Written by First Take , Previews blog log-in

It's a given that something under your Christmas tree has a little 'batteries not included' note no-one spotted while wrapping it up. No problem if you keep alkaline batteries in the drawer, a little more irritating if you save money with rechargeable batteries because those NiMHs you have are almost certainly pretty flat.

iGo says most rechargeable batteries discharge themselves in 90 days (there's a chemical reaction fizzing away in there, just slowly when they're not plugged into anything). It also says that's not a problem with its Green rechargeable alkaline batteries. We got out the multimeter to check.

How green are the iGo Green batteries? Actually, they're rechargables you're likely to use, because they'll have a charge when you need them.

Testing some rechargeable batteries that had been in a drawer for rather more than three months gave variable results, ranging from 0.7 to 1.2v.
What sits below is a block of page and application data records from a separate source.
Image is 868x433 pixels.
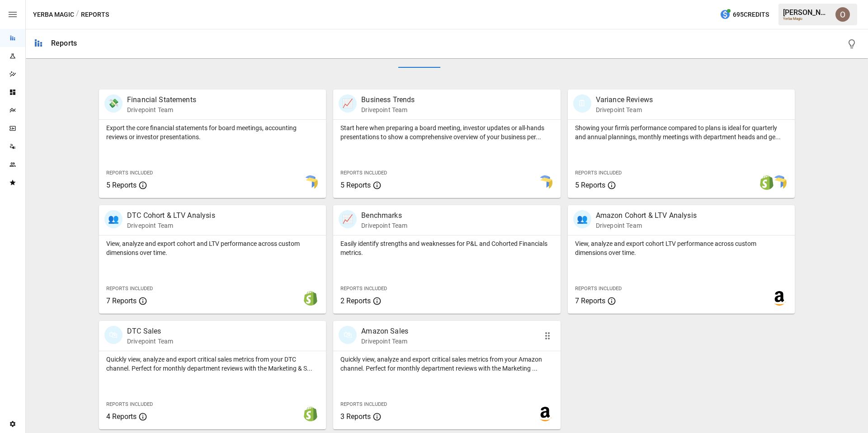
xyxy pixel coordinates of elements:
p: Drivepoint Team [596,221,696,230]
span: Reports Included [106,170,153,175]
img: shopify [303,291,318,305]
img: Oleksii Flok [835,8,850,22]
p: Amazon Cohort & LTV Analysis [596,210,696,221]
p: Drivepoint Team [127,106,196,114]
p: Business Trends [361,94,414,106]
span: 5 Reports [341,181,371,189]
span: Reports Included [106,286,153,292]
img: shopify [759,175,774,190]
img: smart model [538,175,553,190]
span: 7 Reports [575,296,605,305]
p: Showing your firm's performance compared to plans is ideal for quarterly and annual plannings, mo... [575,123,787,141]
span: Reports Included [341,286,387,292]
p: Drivepoint Team [361,221,407,230]
span: 695 Credits [733,9,768,21]
img: smart model [303,175,318,190]
span: 4 Reports [106,412,137,421]
button: Yerba Magic [33,9,74,21]
p: Quickly view, analyze and export critical sales metrics from your DTC channel. Perfect for monthl... [106,355,318,373]
p: Drivepoint Team [127,221,215,230]
p: Easily identify strengths and weaknesses for P&L and Cohorted Financials metrics. [341,239,553,257]
div: [PERSON_NAME] [783,8,830,17]
p: Drivepoint Team [596,106,653,114]
div: Yerba Magic [783,17,830,21]
p: DTC Sales [127,326,173,337]
p: Drivepoint Team [361,337,408,346]
div: 🛍 [338,326,356,344]
p: Drivepoint Team [361,106,414,114]
span: Reports Included [341,401,387,407]
span: Reports Included [106,401,153,407]
button: Oleksii Flok [830,2,855,27]
div: 📈 [338,210,356,228]
div: 👥 [573,210,591,228]
p: Quickly view, analyze and export critical sales metrics from your Amazon channel. Perfect for mon... [341,355,553,373]
button: 695Credits [716,6,772,23]
span: 5 Reports [106,181,137,189]
p: DTC Cohort & LTV Analysis [127,210,215,221]
p: Variance Reviews [596,94,653,106]
p: View, analyze and export cohort LTV performance across custom dimensions over time. [575,239,787,257]
p: View, analyze and export cohort and LTV performance across custom dimensions over time. [106,239,318,257]
span: 5 Reports [575,181,605,189]
div: 🗓 [573,94,591,112]
span: 7 Reports [106,296,137,305]
p: Benchmarks [361,210,407,221]
p: Financial Statements [127,94,196,106]
img: amazon [538,406,553,421]
div: 💸 [104,94,122,112]
img: amazon [772,291,787,305]
div: Reports [51,39,77,47]
p: Amazon Sales [361,326,408,337]
div: / [76,9,79,21]
span: Reports Included [341,170,387,175]
div: 🛍 [104,326,122,344]
span: Reports Included [575,286,622,292]
p: Drivepoint Team [127,337,173,346]
span: Reports Included [575,170,622,175]
span: 2 Reports [341,296,371,305]
span: 3 Reports [341,412,371,421]
p: Start here when preparing a board meeting, investor updates or all-hands presentations to show a ... [341,123,553,141]
img: smart model [772,175,787,190]
img: shopify [303,406,318,421]
div: 📈 [338,94,356,112]
div: 👥 [104,210,122,228]
p: Export the core financial statements for board meetings, accounting reviews or investor presentat... [106,123,318,141]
A full charge is 1.5v for an AA or AAA battery and that's what we measured from the iGo batteries (1.577W for a AA, 1.567 for a AAA); they arrived fully charged and two weeks later the power measurement was exactly the same.

Our older NiMH rechargeable batteries charged up to 1.469v for a AA and 1.453v for a AAA and after just a week back in the drawer that had dropped to 1.387 and 1.36v respectively. The battery that only had 0.7v was a USBCell rechargeable; the end pops off to reveal a USB connector so you can recharge it from any PC. That's handy but reduces the capacity so it charged up to hold 1.313v and in a week that dropped to 1.29v.
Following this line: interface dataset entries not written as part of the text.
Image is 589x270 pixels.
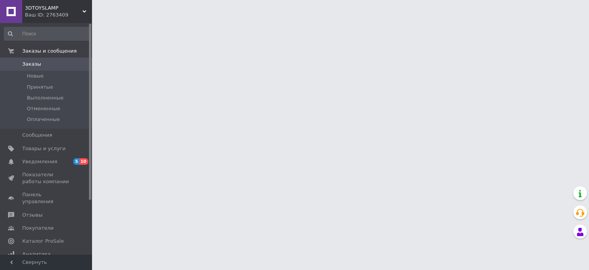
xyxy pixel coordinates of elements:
span: Панель управления [22,191,71,205]
span: 5 [73,158,79,165]
span: Покупатели [22,224,54,231]
span: Заказы [22,61,41,67]
span: Каталог ProSale [22,237,64,244]
span: 10 [79,158,88,165]
span: Оплаченные [27,116,60,123]
span: Отзывы [22,211,43,218]
span: Товары и услуги [22,145,66,152]
span: Показатели работы компании [22,171,71,185]
span: Выполненные [27,94,64,101]
span: Принятые [27,84,53,91]
span: Заказы и сообщения [22,48,77,54]
span: Отмененные [27,105,60,112]
input: Поиск [4,27,91,41]
span: Уведомления [22,158,57,165]
div: Ваш ID: 2763409 [25,12,92,18]
span: Новые [27,72,44,79]
span: Аналитика [22,250,51,257]
span: Сообщения [22,132,52,138]
span: 3DTOYSLAMP [25,5,82,12]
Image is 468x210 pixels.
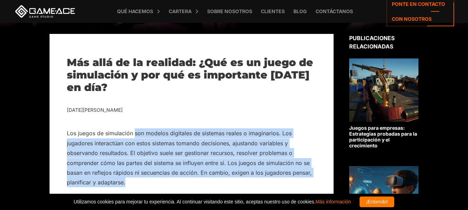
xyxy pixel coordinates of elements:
[261,8,285,14] font: Clientes
[349,125,417,148] font: Juegos para empresas: Estrategias probadas para la participación y el crecimiento
[349,59,418,122] img: Relacionado
[349,35,395,50] font: Publicaciones relacionadas
[366,199,388,205] font: ¡Entiendo!
[74,199,316,205] font: Utilizamos cookies para mejorar tu experiencia. Al continuar visitando este sitio, aceptas nuestr...
[316,8,353,14] font: Contáctanos
[67,56,313,94] font: Más allá de la realidad: ¿Qué es un juego de simulación y por qué es importante [DATE] en día?
[293,8,307,14] font: Blog
[169,8,192,14] font: Cartera
[316,199,351,205] a: Más información
[117,8,153,14] font: Qué hacemos
[67,107,123,113] font: [DATE][PERSON_NAME]
[67,130,312,186] font: Los juegos de simulación son modelos digitales de sistemas reales o imaginarios. Los jugadores in...
[207,8,252,14] font: Sobre nosotros
[349,59,418,149] a: Juegos para empresas: Estrategias probadas para la participación y el crecimiento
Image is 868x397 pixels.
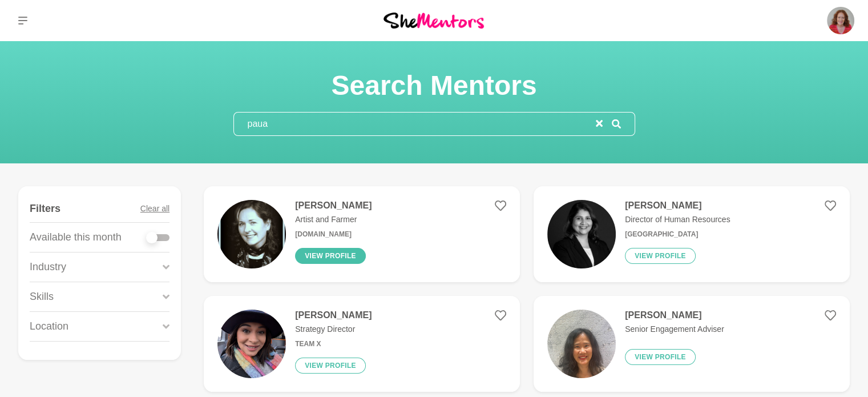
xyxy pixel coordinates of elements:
[625,200,730,212] h4: [PERSON_NAME]
[295,248,366,264] button: View profile
[30,319,69,334] p: Location
[534,296,850,392] a: [PERSON_NAME]Senior Engagement AdviserView profile
[204,296,520,392] a: [PERSON_NAME]Strategy DirectorTeam XView profile
[141,195,170,222] button: Clear all
[625,309,724,321] h4: [PERSON_NAME]
[625,323,724,335] p: Senior Engagement Adviser
[295,200,372,212] h4: [PERSON_NAME]
[30,230,121,245] p: Available this month
[547,309,616,378] img: ca6f294b68c3d5b2fc96b2b69837a17acd278589-1536x2048.jpg
[625,213,730,226] p: Director of Human Resources
[625,230,730,239] h6: [GEOGRAPHIC_DATA]
[295,357,366,374] button: View profile
[625,349,696,365] button: View profile
[217,200,286,269] img: 40e2bae0911321fc9f6d91b07ab9f7b8cd7c4ca9-492x640.jpg
[234,69,635,103] h1: Search Mentors
[547,200,616,269] img: f7dfc961542e0a591845e344f328980c61389bb0-501x501.jpg
[827,7,855,34] img: Carmel Murphy
[295,309,372,321] h4: [PERSON_NAME]
[30,289,53,305] p: Skills
[295,323,372,335] p: Strategy Director
[625,248,696,264] button: View profile
[295,213,372,226] p: Artist and Farmer
[204,186,520,282] a: [PERSON_NAME]Artist and Farmer[DOMAIN_NAME]View profile
[217,309,286,378] img: 9d0f5efbdde43a16be1319cc7c40b92517e6cc14-2736x3648.jpg
[295,340,372,348] h6: Team X
[234,113,596,135] input: Search mentors
[534,186,850,282] a: [PERSON_NAME]Director of Human Resources[GEOGRAPHIC_DATA]View profile
[295,230,372,239] h6: [DOMAIN_NAME]
[30,202,60,215] h4: Filters
[30,259,66,275] p: Industry
[383,13,484,28] img: She Mentors Logo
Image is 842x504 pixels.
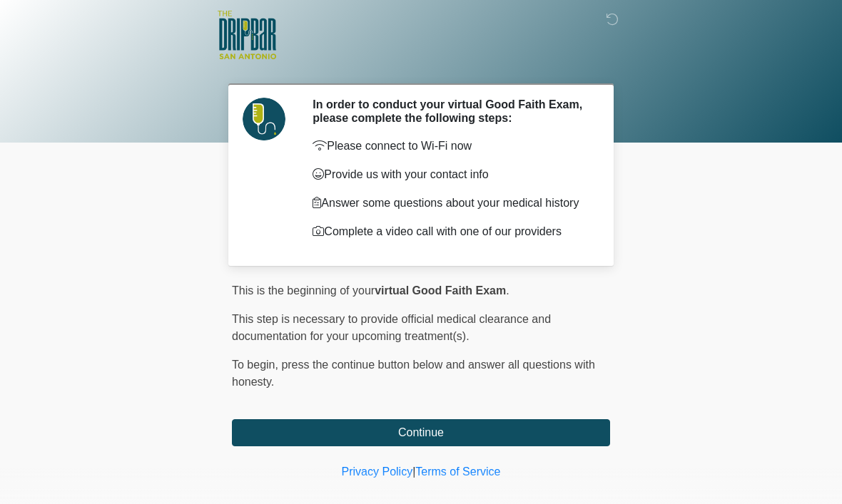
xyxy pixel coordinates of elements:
[243,98,285,141] img: Agent Avatar
[312,166,589,183] p: Provide us with your contact info
[232,359,281,371] span: To begin,
[312,98,589,125] h2: In order to conduct your virtual Good Faith Exam, please complete the following steps:
[342,466,413,478] a: Privacy Policy
[232,313,551,342] span: This step is necessary to provide official medical clearance and documentation for your upcoming ...
[374,285,506,297] strong: virtual Good Faith Exam
[232,359,595,388] span: press the continue button below and answer all questions with honesty.
[312,138,589,154] p: Please connect to Wi-Fi now
[506,285,509,297] span: .
[312,195,589,212] p: Answer some questions about your medical history
[232,420,610,447] button: Continue
[312,223,589,240] p: Complete a video call with one of our providers
[415,466,500,478] a: Terms of Service
[217,10,276,61] img: The DRIPBaR - San Antonio Fossil Creek Logo
[232,285,374,297] span: This is the beginning of your
[413,466,415,478] a: |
And a charge of 1.2v doesn't mean you'll get that much power out under load for more than a couple of minutes; a partly discharged rechargeable battery won't sustain the power it shows on the multimeter when you use it. We haven't been able to test iGo's claim that their rechargeable alkaline batteries will deliver a full charge seven years after you charge them, but when they showed a full charge, that's what we got when we plugged them in.
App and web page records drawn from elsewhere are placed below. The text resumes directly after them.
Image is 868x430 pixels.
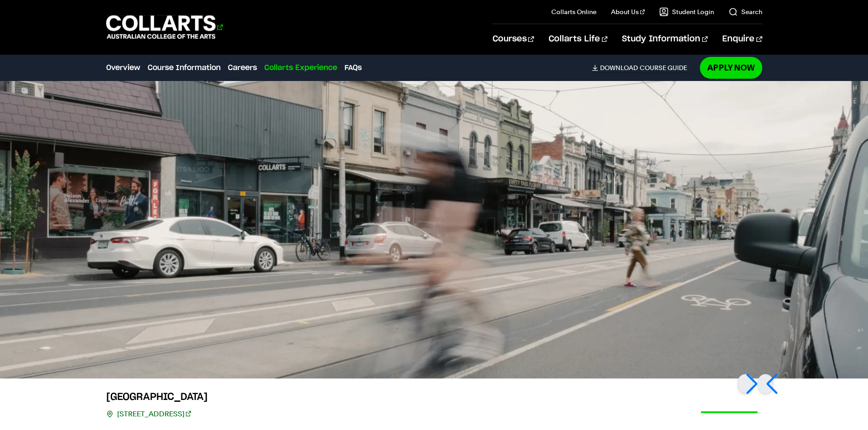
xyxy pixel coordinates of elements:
h3: [GEOGRAPHIC_DATA] [106,390,214,404]
a: Collarts Online [551,7,597,16]
a: Search [729,7,762,16]
a: [STREET_ADDRESS] [117,408,191,420]
a: Enquire [722,24,762,54]
span: Download [600,64,638,72]
a: Study Information [622,24,707,54]
a: Collarts Life [548,24,607,54]
a: Collarts Experience [264,62,337,73]
a: Courses [493,24,534,54]
a: About Us [611,7,644,16]
a: Course Information [147,62,221,73]
a: FAQs [345,62,361,73]
a: Apply Now [700,57,762,78]
a: DownloadCourse Guide [592,64,694,72]
a: Student Login [659,7,714,16]
a: Overview [106,62,140,73]
a: Careers [228,62,257,73]
div: Go to homepage [106,14,223,40]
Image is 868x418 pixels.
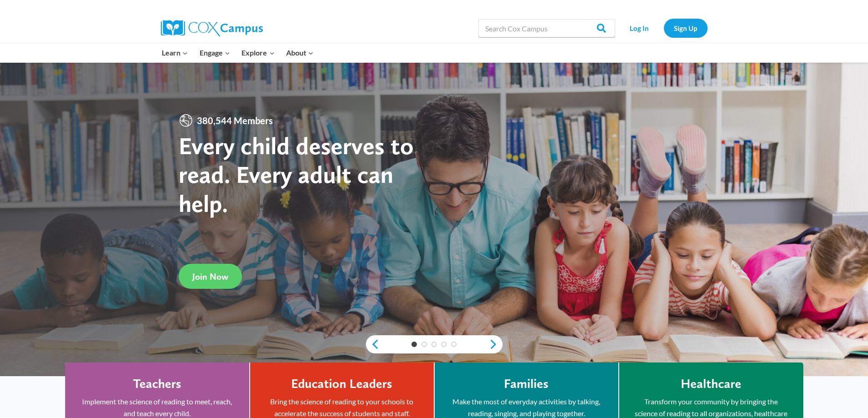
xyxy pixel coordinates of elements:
[156,43,320,62] nav: Primary Navigation
[161,20,263,37] img: Cox Campus
[241,47,274,59] span: Explore
[422,342,427,347] a: 2
[193,113,277,128] span: 380,544 Members
[478,19,615,37] input: Search Cox Campus
[620,19,659,37] a: Log In
[178,264,242,289] a: Join Now
[366,335,502,353] div: content slider buttons
[178,131,413,218] strong: Every child deserves to read. Every adult can help.
[162,47,188,59] span: Learn
[681,376,741,392] h4: Healthcare
[133,376,182,392] h4: Teachers
[200,47,230,59] span: Engage
[441,342,446,347] a: 4
[451,342,456,347] a: 5
[291,376,392,392] h4: Education Leaders
[366,339,379,350] a: previous
[432,342,437,347] a: 3
[412,342,417,347] a: 1
[489,339,502,350] a: next
[620,19,708,37] nav: Secondary Navigation
[192,271,228,282] span: Join Now
[504,376,548,392] h4: Families
[286,47,313,59] span: About
[664,19,708,37] a: Sign Up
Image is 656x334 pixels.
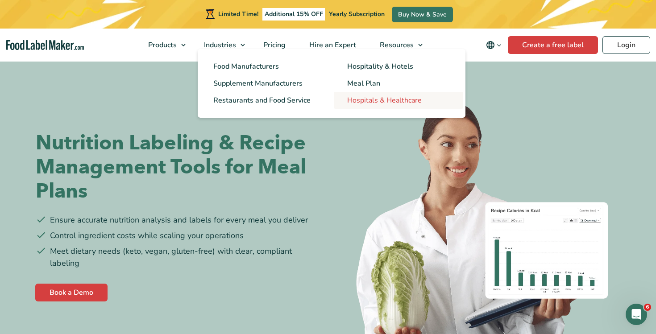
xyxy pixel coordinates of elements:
[36,245,321,269] li: Meet dietary needs (keto, vegan, gluten-free) with clear, compliant labeling
[262,8,325,21] span: Additional 15% OFF
[508,36,598,54] a: Create a free label
[602,36,650,54] a: Login
[200,92,329,109] a: Restaurants and Food Service
[347,79,380,88] span: Meal Plan
[368,29,427,62] a: Resources
[218,10,258,18] span: Limited Time!
[334,92,463,109] a: Hospitals & Healthcare
[213,79,302,88] span: Supplement Manufacturers
[298,29,366,62] a: Hire an Expert
[35,284,108,302] a: Book a Demo
[334,75,463,92] a: Meal Plan
[36,214,321,226] li: Ensure accurate nutrition analysis and labels for every meal you deliver
[200,58,329,75] a: Food Manufacturers
[213,62,279,71] span: Food Manufacturers
[347,95,422,105] span: Hospitals & Healthcare
[201,40,237,50] span: Industries
[36,131,321,203] h1: Nutrition Labeling & Recipe Management Tools for Meal Plans
[192,29,249,62] a: Industries
[137,29,190,62] a: Products
[213,95,310,105] span: Restaurants and Food Service
[36,230,321,242] li: Control ingredient costs while scaling your operations
[261,40,286,50] span: Pricing
[347,62,413,71] span: Hospitality & Hotels
[334,58,463,75] a: Hospitality & Hotels
[306,40,357,50] span: Hire an Expert
[377,40,414,50] span: Resources
[329,10,385,18] span: Yearly Subscription
[392,7,453,22] a: Buy Now & Save
[145,40,178,50] span: Products
[644,304,651,311] span: 6
[625,304,647,325] iframe: Intercom live chat
[6,40,84,50] a: Food Label Maker homepage
[200,75,329,92] a: Supplement Manufacturers
[480,36,508,54] button: Change language
[252,29,295,62] a: Pricing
The difference is that the iGo batteries are alkaline batteries; the same technology as non-rechargeable batteries which also hold their full charge for a long time, but with some changes to the chemistry so you can recharge them without internal gases building up to cause them to split open (that's very likely if you recharge standard alkaline batteries and can mean leaking battery fluids or a bang, depending on the amount of energy released). You have to use the iGo charger (a NiMH charger won't deliver the correct amount of power), but this can also charge any NiMH rechargeables you have.

A full charge takes the same 12+ hours as a NiMH charger, topping up the batteries when partly charged (which extends the life of the battery, in terms of how many times you can recharge it before it stops accepting a full charge) takes a couple of hours depending on how much charge it has already. When you do give up on a battery and throw it away, you can recycle it like a standard battery and it has no mercury or cadmium to pollute.

The iGo batteries are the same price as rechargeable NiMH batteries -- £7.99 for a pack of four, £12.99 for eight -- and the four-battery wall charger costs about the same as most two-battery NiMH chargers (£15.99 with four batteries). There's also a two-battery charger you can plug into a USB port; it's small enough to be convenient for travelling although given how well these batteries hold charge you'll only need it if you know you'll use up the batteries.

The USB iGo charger

As physics doesn't allow for the concept of a free lunch, there has to be a drawback. These aren't high-capacity batteries that will power high-draw devices like the few digital cameras that still use standard batteries. But they're ideal for remote controls, game controllers, LED and Christmas lights, pocket recorders, torches, internet-connected scales and the like, and they'll still be useful for anything that needs a battery next Christmas as well.